Al-Razi also divided substances into animal, vegetable, and mineral.; the mineral substances include mercury, gold, silver, pyrites, glass etc: vegetable substances were mainly used by physicians; whilst animal substances divided into hair, blood, milk, eggs, bile etc. Al-Razi was also a practical chemist giving laboratory work pre-eminence over theoretical observations. Hill points out that Al-Razi’s ‘Book of Secrets’ `foreshadows a laboratory manual’ and deals with substances, equipment and processes. Al-Razi’s laboratory includes many items still in use today: crucible; decensory; cucurbit or retort for distillation (qar) and the head of a still with a delivery tube (ambiq, Latin alembic); various types of furnace or stove etc.

Some of Al-Razi’s revolutionary experiments, derived from his ‘Secret of Secrets’, include ways of smelting metals, the sublimation of mercury, the preparation of caustic soda, the use of the mercury ammonium chloride solution as a dissolving reagent, and the preparation of glycerine from olive oil. Al-Razi’s lead in careful experimentation and observations demonstrated, as Holmyard put it:

“That a by-product of alchemy was a steadily increasing body of reliable chemical knowledge, a trend which Al-Razi did most to establish and for which he deserves the gratitude of succeeding generations.” Holmyard

Still on chemistry, Hill also notes that works by many Muslim chemists included recipes for products that had industrial or military uses. He points out that the discovery of inorganic acids was of crucial importance for the history of chemistry. These acids were produced during chemical experiments but became valuable agents for industrial applications.

Optics

In optics, the works of the Muslims set up the foundations for all that was to follow. Excellent extracts can be found in Lindberg’s study of the Islamic impact on Latin optics in Rashed’s Encyclopaedia. The Islamic role is highlighted by their demolition of the previous Greek erroneous assumptions of optical theory.

Hunain ibn Ishaq, first, followed by al-Kindi, criticised the Greek theory a critique outlined by Lindberg. It was, however, Ibn al-Haytham who revolutionised the whole science, determining by experimentation many optical phenomena. Ibn al-Haytham’s achievements, as summarised by Lindberg, show that he did not just explain the principal facts of visual perception but also managed to establish the intromission theory of vision beyond all doubt and dispute for good. He `fundamentally’ altered the aims and scope of the optical theory, and also managed to integrate into his theory anatomical and physiological claims of the medical theory.

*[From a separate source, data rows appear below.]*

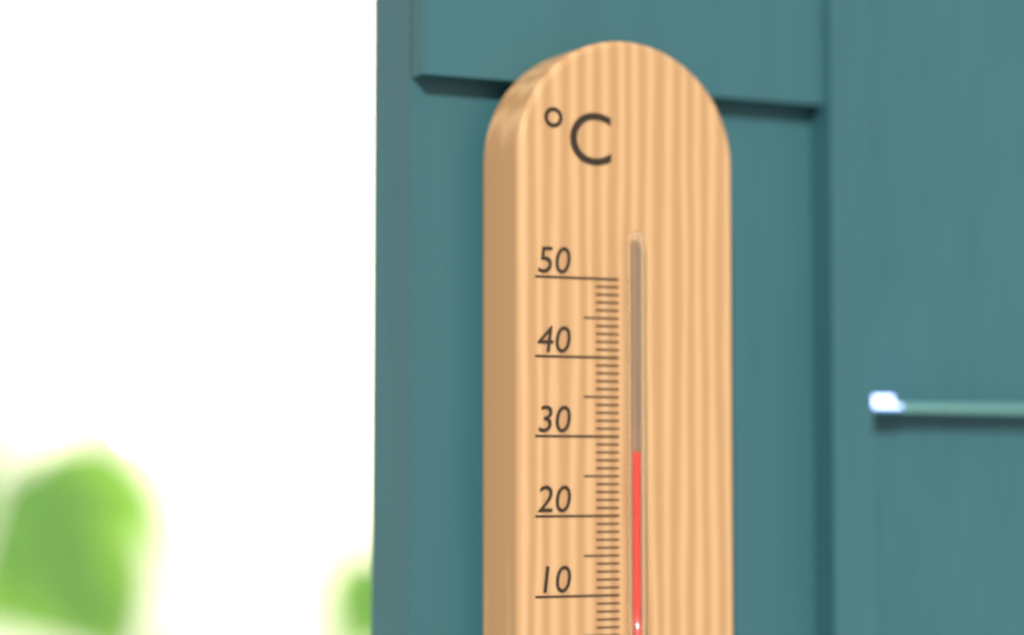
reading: 28 °C
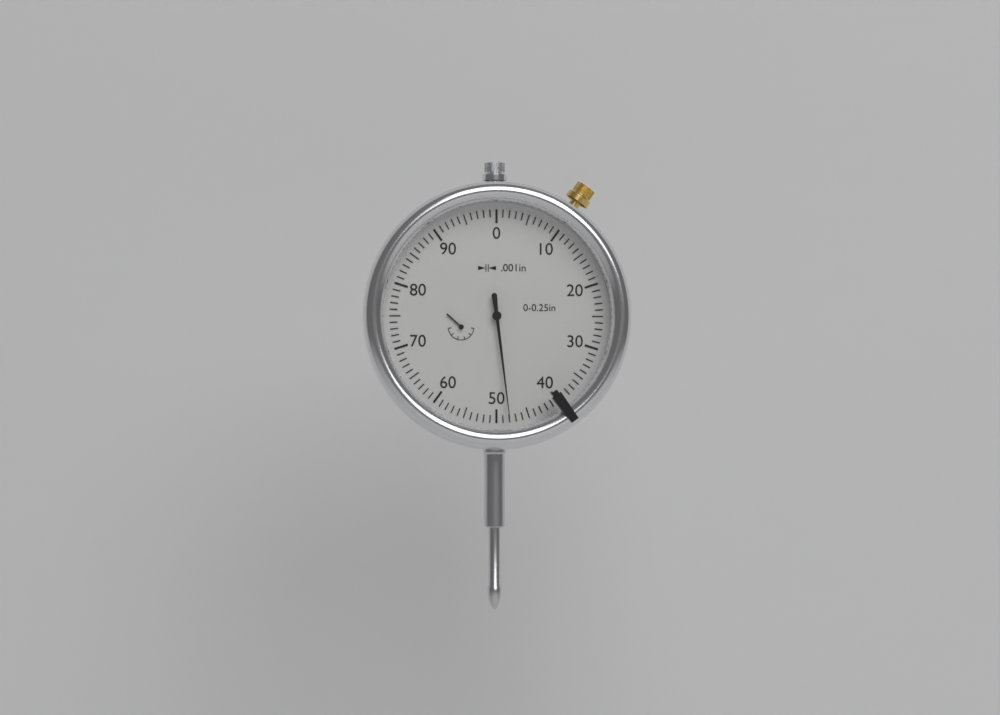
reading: 0.048 in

Thus, as Lindberg concludes, he was able `to draw together the mathematical, physical and medical traditions into a single comprehensive theory…. He created a new optical tradition and established the aims and criteria of optics which would prevail, though not without rivals, until Kepler and beyond.’

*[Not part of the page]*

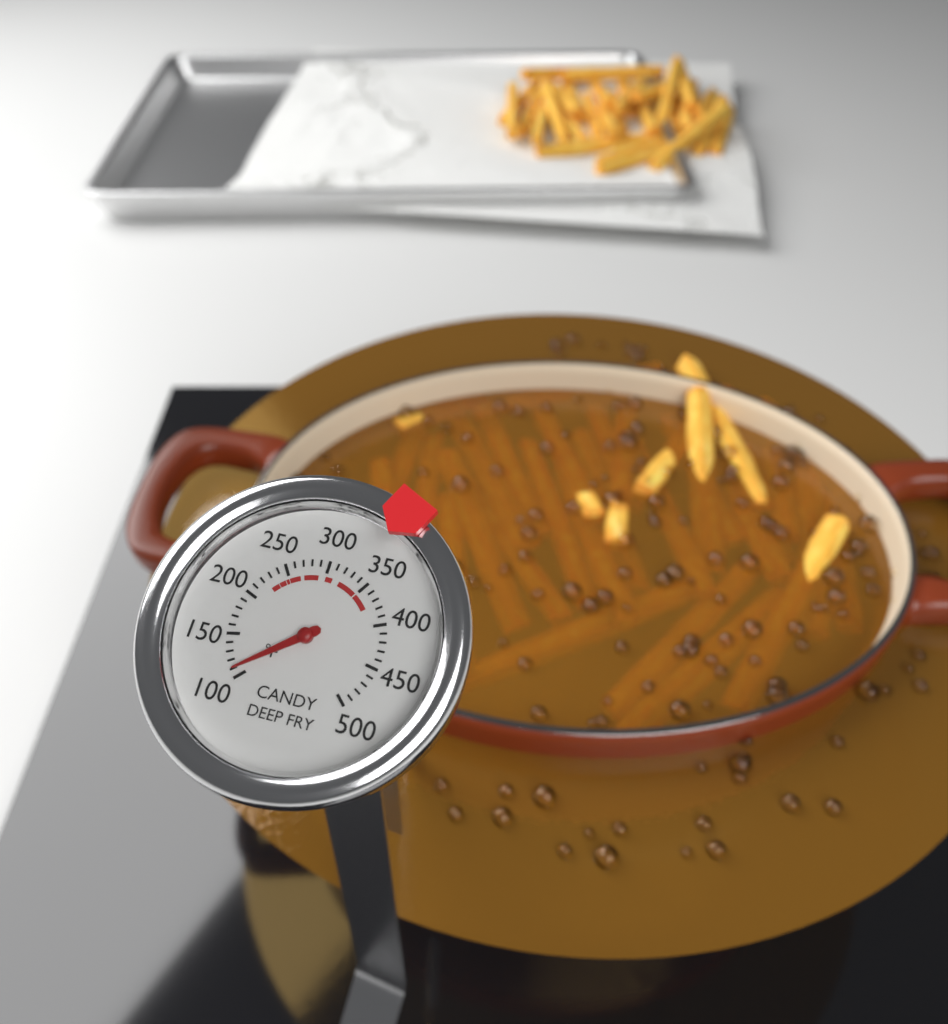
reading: 110 °F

Further achievements of Ibn al-Haytham include developing precision instrumentalisation, expounding for the first time the use of the camera obscura, and writing treatises on the halo and rainbow.

Hill states, `unquestionably, the most important work on physics to reach the West in medieval times was Kitab al-Manazir.’ The influence of this work, with its intromission theory of vision and its completely new methodology had a profound impression on others, particularly Roger Bacon and Witelo.